Violence Increases as Settlers Begin Challenging Israel
A pipe bomb that exploded late Wednesday night outside the Jerusalem home of Zeev Sternhell, a Hebrew University professor, left him lightly wounded and created only a minor stir in a nation that routinely experiences violence on a much larger scale.
But Sternhell was noted for his impassioned critiques of Jewish settlements in the West Bank, once suggesting that Palestinians “would be wise to concentrate their struggle against the settlements.” And the authorities found fliers near his home offering nearly $300,000 to anyone who kills a member of Peace Now, a left-wing Israeli advocacy group, leading them to suspect that militant Israeli settlers or their supporters were behind the attack.

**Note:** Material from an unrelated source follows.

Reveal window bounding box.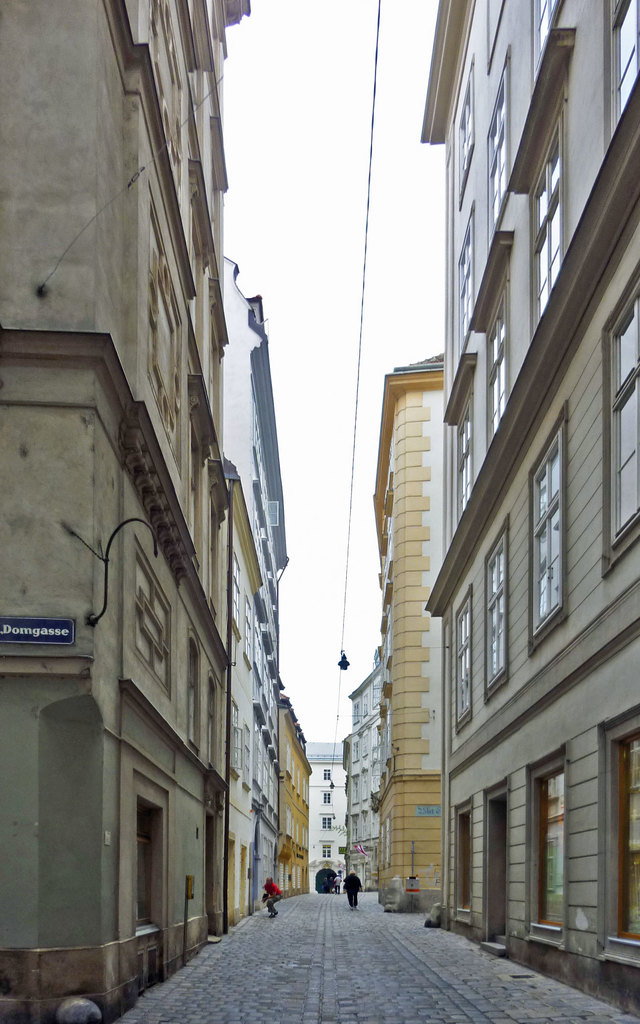
Revealed: bbox=(324, 767, 331, 781).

If so, the bombing may be the latest sign that elements of Israel’s settler movement are resorting to extremist tactics to protect their homes in the occupied West Bank not only against Palestinians, but against Jews who some settlers argue are betraying them. Radical settlers say they are determined to show that their settlements and outposts cannot be dismantled, either by law or by force.

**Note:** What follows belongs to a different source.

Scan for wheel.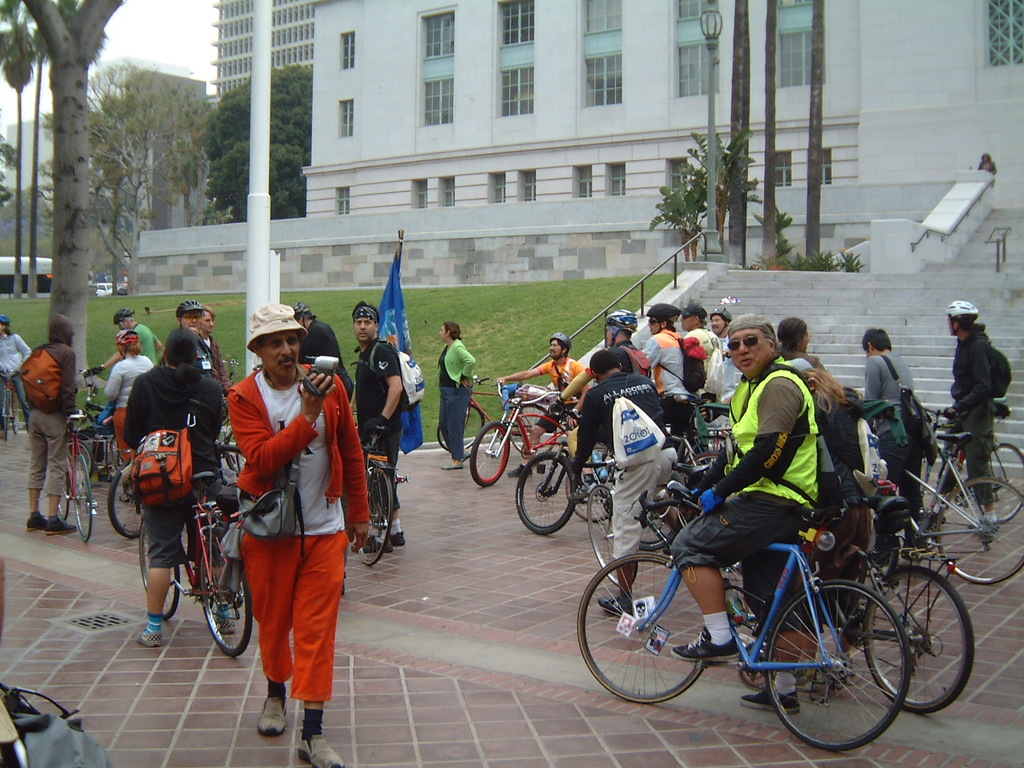
Scan result: pyautogui.locateOnScreen(936, 476, 1023, 582).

There have been bouts of settler violence for years, notably during the handover of Gaza to the Palestinians in 2005. Now, though, the militants seem to have spawned a broader, more defined strategy of resistance designed to intimidate the state.

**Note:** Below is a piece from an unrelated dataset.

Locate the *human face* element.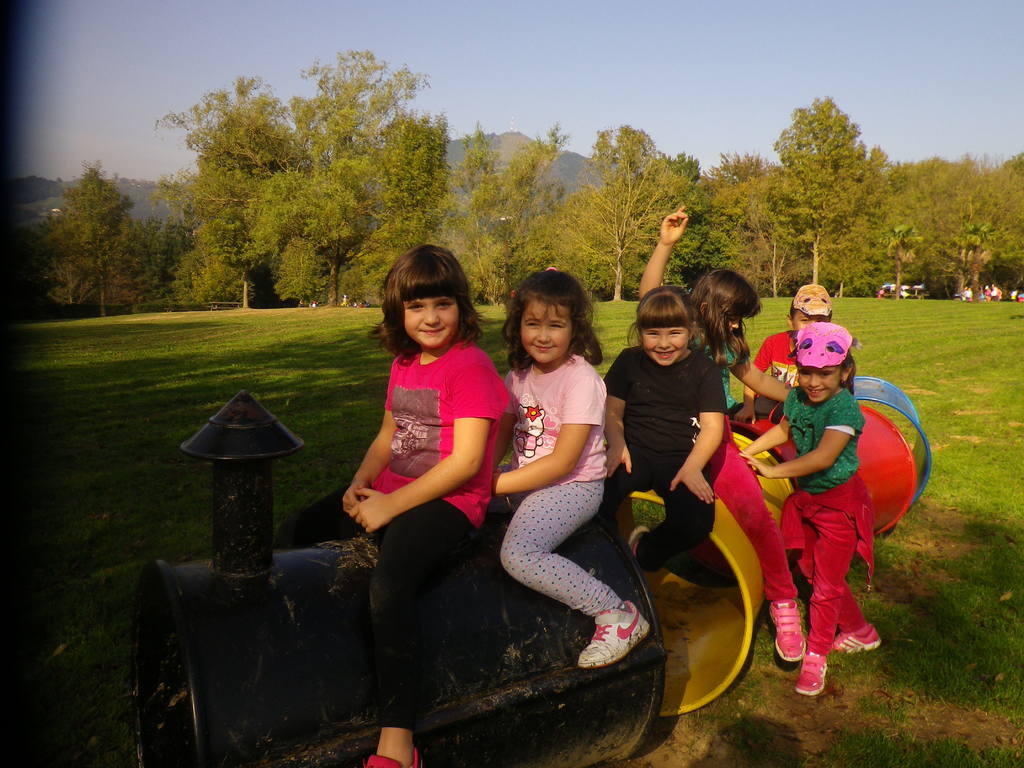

This aggressive doctrine, according to Akiva HaCohen, 24, who is considered to be one of its architects, calls on settlers and their supporters to respond “whenever, wherever and however” they wish to any attempt by the Israeli army or police to lay a finger on property in illegally built outposts slated by the government for removal. In settler circles the policy is called “price tag” or “mutual concern.”
Besides exacting a price for army and police actions, the policy also encourages settlers to avenge Palestinian acts of violence by taking the law into their own hands — an approach that has the potential to set the tinderbox of the West Bank ablaze.